◆ **Instructions for the task**
Extract verbatim every line from the one containing "At what (x,y)" to the final line of the records below, inclusive, and exclude all pictures.

Data section below:

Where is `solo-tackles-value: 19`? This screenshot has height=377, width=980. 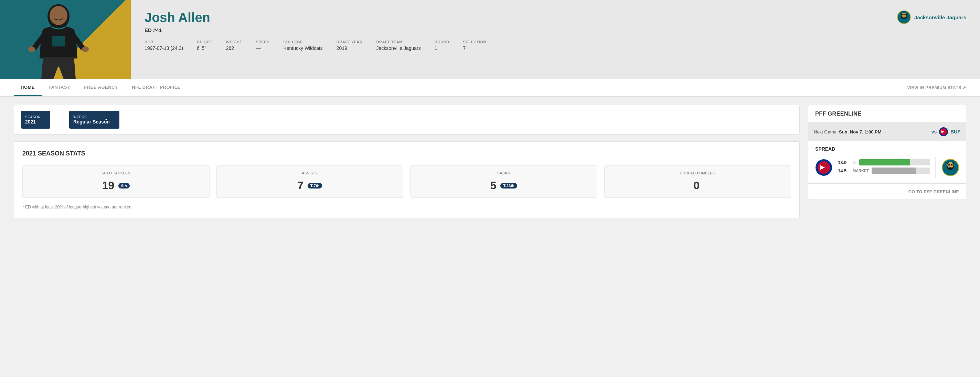
solo-tackles-value: 19 is located at coordinates (108, 186).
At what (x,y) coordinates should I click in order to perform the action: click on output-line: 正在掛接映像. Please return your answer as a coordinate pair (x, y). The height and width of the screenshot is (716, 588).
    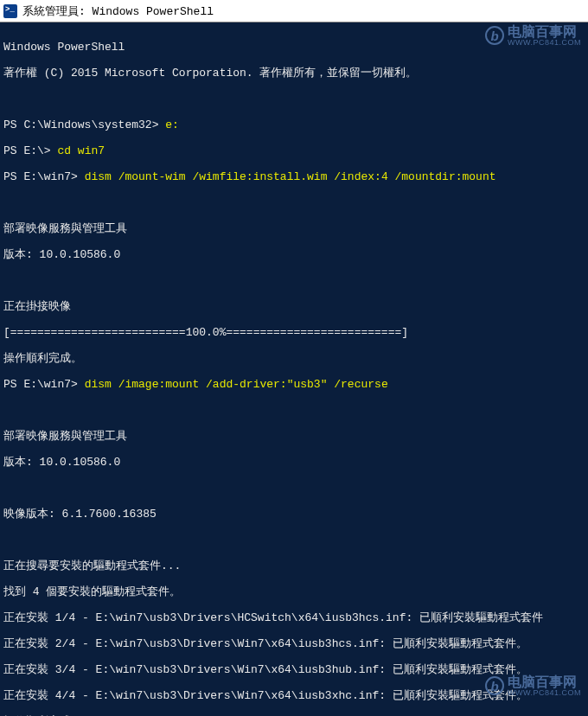
    Looking at the image, I should click on (294, 306).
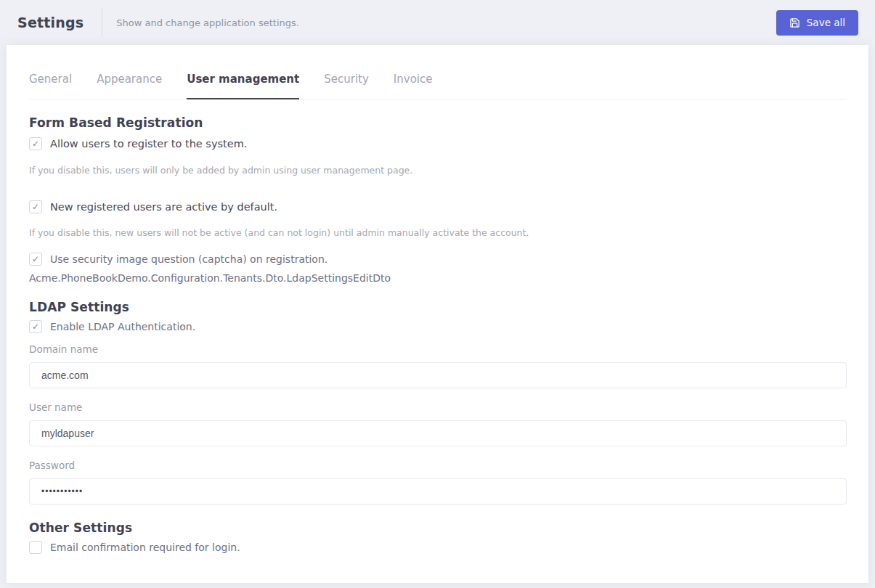 The width and height of the screenshot is (875, 588). What do you see at coordinates (438, 123) in the screenshot?
I see `section-title-form-based-registration: Form Based Registration` at bounding box center [438, 123].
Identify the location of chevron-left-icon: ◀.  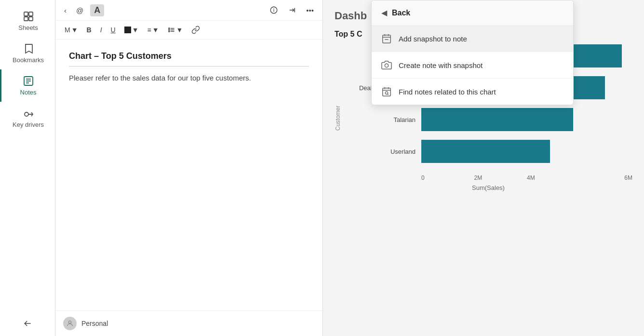
(384, 13).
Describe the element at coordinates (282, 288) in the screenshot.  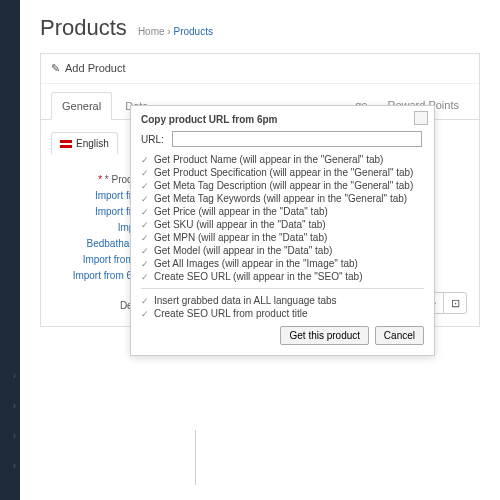
I see `divider` at that location.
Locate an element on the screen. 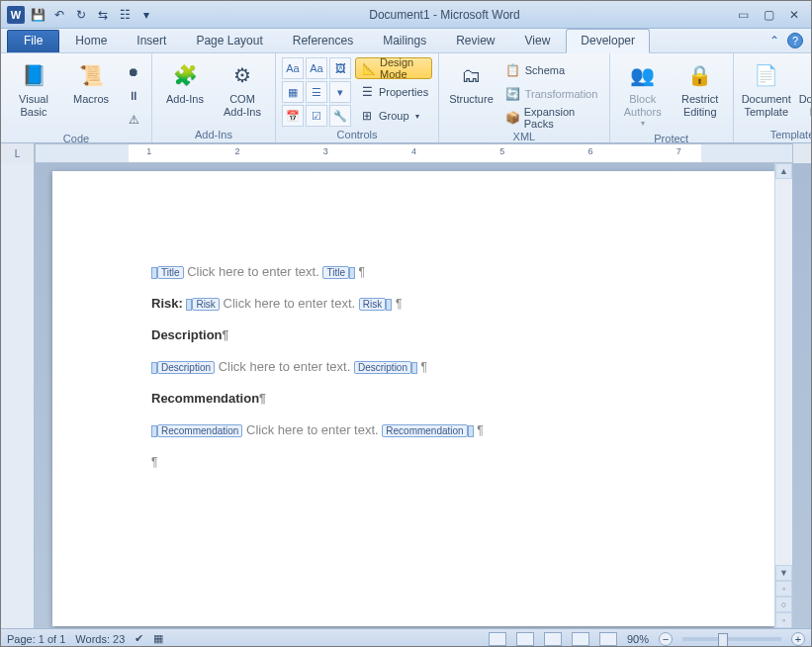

End of Data section.

◆ **Written reply**
At what (x,y) coordinates should I click in order to perform the action: click on output-line: 正在掛接映像. Please return your answer as a coordinate pair (x, y). The height and width of the screenshot is (716, 588).
    Looking at the image, I should click on (294, 306).
 The width and height of the screenshot is (875, 588). What do you see at coordinates (438, 123) in the screenshot?
I see `section-title-form-based-registration: Form Based Registration` at bounding box center [438, 123].
Identify the location of chevron-left-icon: ◀.  
(384, 13).
Describe the element at coordinates (282, 288) in the screenshot.  
I see `divider` at that location.
Locate an element on the screen. 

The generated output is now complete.